You just deployed a service, it’s humming along, and now someone asks, “Can we expose that securely through Caddy and tie in our Crossplane-managed infra?” Welcome to the moment where network polish meets cloud control. Caddy Crossplane exists right there in the tension: beautiful automation without manual glue code.
Caddy is the quiet champion of HTTP automation. It handles TLS certificates, routing, and reverse proxying with almost no friction. Crossplane, in contrast, is the infrastructure orchestrator that turns YAML into real cloud resources across AWS, GCP, or Azure. Put them together and you get repeatable, self-service environments with policy-based access baked in.

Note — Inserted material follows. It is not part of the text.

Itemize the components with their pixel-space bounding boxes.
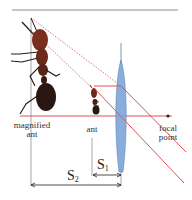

Caddy Crossplane isn’t an official single binary. It’s a workflow pattern—Caddy for serving, Crossplane for provisioning, and your GitOps or identity layer for consistent access. The power lies in aligning them through configuration, not proprietary plugins. When Caddy starts, it reads certs and routes. When Crossplane reconciles, it ensures the target runtime still matches policy. Both watch state and heal it automatically.
In practice, you define the desired backend service once in Crossplane. It provisions compute and networking, returns endpoints, and stores secrets in a vault. Caddy consumes that data dynamically so your proxy rules always match the current deployment. Static IP flipped? No problem. Crossplane updates DNS, Caddy reloads, traffic stays smooth.
How do I connect Caddy and Crossplane?
You don’t connect them directly. You connect them through state. The simplest approach is to have Crossplane write outputs to a shared secret store or config bucket, and Caddy to read those as runtime variables. Integration is event-driven, low-touch, and auditable.